Little Man with the Hammer (Gone)
Burlingame, California
Eliminating household vermin is a nasty business, and generations of professional roach-rat-insect eradicators have lightened up their public image with nutty cartoons mascots as their company logos. Western Exterminator Company, with locations throughout California, did it 90 years ago, and continues to deploy, to every pest inspection, a big-nosed guy with a hammer. To Californians he's known as "Little Man" (elsewhere he may be recalled as a 1980s tour icon for Van Halen)
The mallet-brandishing guy in a top hat (admonishing a tiny rat -- "Menace Mouse" -- holding a knife and fork) was created in 1931 as line art for a yellow pages ad. Originally called "Kernel Kleenup," Western's attempt to rename him with a TV contest in 1964 yielded the winning "Inspector Holmes." Both of these names are pretty much forgotten; Western Exterminator staff continue to regard him as "Little Man" (a runt version of which is bolted to every company truck -- his hammer vibrates on a spring as the truck moves).
The Little Man statue south of San Francisco, near the airport, is 17.5 feet tall. It's atop the roof of the Western Exterminator office.
But wait! The Little Man is as prolific as a cockroach brood, with statues at the corporate HQ in Irvine and in Long Beach, Los Angeles, and Santa Ana. He can also be found in Phoenix, AZ and Las Vegas, NV.
Californians seem to respond especially well to the image of a large man about to swing a mallet at a smaller character: a similar moment is captured in Pea Soup Andersen's Happea and Pee-Wee signs.
[Thanks to Phil Pasquini for the digital drive-by shooting.]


_Task instructions_.
Tally the lines in the records underneath that contain the string "matrix", and state the figure by itself.
┌──
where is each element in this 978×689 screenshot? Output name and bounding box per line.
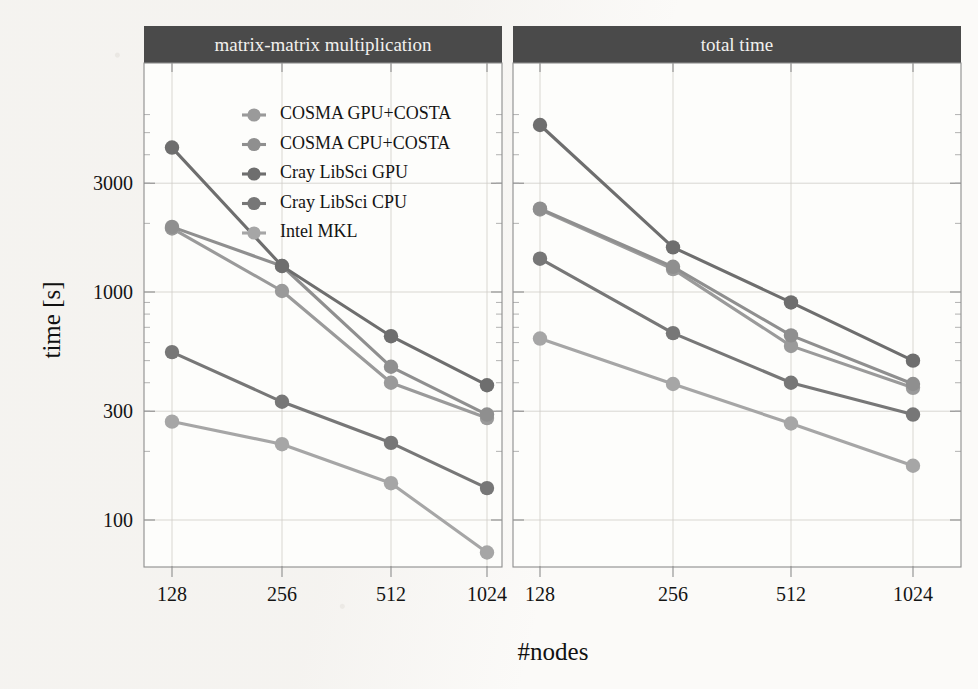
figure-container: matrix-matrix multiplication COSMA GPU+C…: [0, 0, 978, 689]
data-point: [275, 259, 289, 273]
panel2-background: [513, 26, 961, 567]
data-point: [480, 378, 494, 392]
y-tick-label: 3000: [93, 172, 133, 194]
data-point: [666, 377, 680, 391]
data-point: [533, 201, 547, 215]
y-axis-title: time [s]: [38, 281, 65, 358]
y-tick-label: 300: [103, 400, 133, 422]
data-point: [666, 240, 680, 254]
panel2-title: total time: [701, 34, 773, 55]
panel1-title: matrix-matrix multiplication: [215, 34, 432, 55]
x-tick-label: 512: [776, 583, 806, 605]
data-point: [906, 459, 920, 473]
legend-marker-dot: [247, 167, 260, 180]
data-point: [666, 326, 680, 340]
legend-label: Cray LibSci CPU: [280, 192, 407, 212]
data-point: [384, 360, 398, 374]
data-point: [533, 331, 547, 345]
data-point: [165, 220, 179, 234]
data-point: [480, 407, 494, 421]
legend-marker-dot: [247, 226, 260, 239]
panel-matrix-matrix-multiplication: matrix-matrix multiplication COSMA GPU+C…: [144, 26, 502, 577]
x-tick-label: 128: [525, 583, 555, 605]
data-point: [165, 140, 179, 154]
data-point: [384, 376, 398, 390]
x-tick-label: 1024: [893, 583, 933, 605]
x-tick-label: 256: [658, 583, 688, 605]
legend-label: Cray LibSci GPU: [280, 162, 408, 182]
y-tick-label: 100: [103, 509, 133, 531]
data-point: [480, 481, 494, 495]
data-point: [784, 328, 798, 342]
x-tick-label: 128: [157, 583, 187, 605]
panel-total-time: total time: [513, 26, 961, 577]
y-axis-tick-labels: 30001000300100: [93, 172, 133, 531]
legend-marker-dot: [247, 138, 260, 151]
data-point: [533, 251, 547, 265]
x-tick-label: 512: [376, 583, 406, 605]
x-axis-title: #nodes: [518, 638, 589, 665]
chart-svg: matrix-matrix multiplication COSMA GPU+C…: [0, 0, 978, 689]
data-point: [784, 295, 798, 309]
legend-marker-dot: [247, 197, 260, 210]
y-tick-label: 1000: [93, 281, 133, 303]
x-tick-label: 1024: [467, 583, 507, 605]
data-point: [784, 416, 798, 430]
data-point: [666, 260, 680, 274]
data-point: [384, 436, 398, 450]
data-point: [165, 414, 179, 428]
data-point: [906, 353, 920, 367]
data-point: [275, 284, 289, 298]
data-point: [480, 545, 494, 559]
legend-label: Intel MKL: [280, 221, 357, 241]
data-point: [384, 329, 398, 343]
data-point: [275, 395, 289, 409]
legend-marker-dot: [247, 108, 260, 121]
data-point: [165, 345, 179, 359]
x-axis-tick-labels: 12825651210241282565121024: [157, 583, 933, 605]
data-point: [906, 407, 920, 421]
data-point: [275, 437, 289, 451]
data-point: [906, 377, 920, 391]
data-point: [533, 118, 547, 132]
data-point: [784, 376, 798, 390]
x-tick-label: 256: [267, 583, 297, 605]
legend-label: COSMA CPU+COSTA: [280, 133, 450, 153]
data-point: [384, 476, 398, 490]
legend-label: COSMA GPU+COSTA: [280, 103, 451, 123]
└──
┌──
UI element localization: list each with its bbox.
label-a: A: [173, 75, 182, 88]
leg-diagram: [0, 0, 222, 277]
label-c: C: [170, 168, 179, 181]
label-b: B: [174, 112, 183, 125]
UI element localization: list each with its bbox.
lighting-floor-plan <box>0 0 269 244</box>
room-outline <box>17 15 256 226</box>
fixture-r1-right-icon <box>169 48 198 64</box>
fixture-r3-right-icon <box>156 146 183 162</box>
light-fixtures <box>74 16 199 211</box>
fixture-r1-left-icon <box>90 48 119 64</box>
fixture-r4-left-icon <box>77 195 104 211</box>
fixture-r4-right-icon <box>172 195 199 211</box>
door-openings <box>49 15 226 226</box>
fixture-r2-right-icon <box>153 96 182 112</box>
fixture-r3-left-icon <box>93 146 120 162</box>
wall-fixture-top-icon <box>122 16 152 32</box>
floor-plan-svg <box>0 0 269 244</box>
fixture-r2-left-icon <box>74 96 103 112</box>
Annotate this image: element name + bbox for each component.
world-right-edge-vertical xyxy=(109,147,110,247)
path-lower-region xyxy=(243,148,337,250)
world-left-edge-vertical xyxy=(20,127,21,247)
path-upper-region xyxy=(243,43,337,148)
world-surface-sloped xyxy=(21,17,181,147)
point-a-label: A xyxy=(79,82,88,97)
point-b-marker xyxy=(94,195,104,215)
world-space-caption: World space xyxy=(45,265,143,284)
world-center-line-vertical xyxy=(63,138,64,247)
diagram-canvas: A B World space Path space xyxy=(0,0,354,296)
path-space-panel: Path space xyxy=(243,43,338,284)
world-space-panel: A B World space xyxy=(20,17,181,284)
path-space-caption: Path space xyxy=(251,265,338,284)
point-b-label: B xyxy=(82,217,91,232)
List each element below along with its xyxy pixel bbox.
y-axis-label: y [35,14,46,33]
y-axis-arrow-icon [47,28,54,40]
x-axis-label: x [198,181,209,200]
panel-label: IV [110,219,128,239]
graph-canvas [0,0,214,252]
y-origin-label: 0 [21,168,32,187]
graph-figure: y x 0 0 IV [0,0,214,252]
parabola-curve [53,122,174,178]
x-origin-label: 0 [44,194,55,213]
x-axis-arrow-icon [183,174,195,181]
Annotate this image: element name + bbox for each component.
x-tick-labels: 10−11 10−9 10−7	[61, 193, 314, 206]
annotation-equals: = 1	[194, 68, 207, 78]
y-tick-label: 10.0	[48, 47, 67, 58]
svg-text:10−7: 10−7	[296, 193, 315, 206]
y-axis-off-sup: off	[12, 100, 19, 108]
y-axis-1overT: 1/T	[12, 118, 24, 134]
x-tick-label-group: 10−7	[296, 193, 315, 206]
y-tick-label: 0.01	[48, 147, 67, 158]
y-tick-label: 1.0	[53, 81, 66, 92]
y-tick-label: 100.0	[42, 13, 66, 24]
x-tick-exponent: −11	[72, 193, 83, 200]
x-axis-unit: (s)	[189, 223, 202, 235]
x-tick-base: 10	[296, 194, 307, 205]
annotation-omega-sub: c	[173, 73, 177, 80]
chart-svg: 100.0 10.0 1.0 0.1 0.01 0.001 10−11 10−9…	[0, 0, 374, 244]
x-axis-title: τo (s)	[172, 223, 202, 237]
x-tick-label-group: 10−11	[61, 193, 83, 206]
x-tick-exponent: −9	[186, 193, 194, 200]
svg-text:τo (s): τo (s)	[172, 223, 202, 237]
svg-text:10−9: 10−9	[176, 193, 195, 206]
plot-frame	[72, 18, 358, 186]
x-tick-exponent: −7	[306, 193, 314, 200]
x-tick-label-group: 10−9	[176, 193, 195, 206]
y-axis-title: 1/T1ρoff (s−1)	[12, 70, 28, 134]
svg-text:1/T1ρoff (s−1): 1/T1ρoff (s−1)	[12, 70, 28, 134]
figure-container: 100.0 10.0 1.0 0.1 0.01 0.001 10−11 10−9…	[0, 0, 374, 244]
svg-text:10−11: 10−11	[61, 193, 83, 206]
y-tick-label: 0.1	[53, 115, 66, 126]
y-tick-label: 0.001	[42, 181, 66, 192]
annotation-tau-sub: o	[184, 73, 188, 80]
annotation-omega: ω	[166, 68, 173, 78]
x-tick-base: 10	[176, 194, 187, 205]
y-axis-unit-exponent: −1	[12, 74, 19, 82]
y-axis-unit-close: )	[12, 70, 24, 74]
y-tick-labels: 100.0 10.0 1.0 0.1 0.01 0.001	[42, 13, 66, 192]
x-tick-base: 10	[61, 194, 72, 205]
└──
_Result_.
4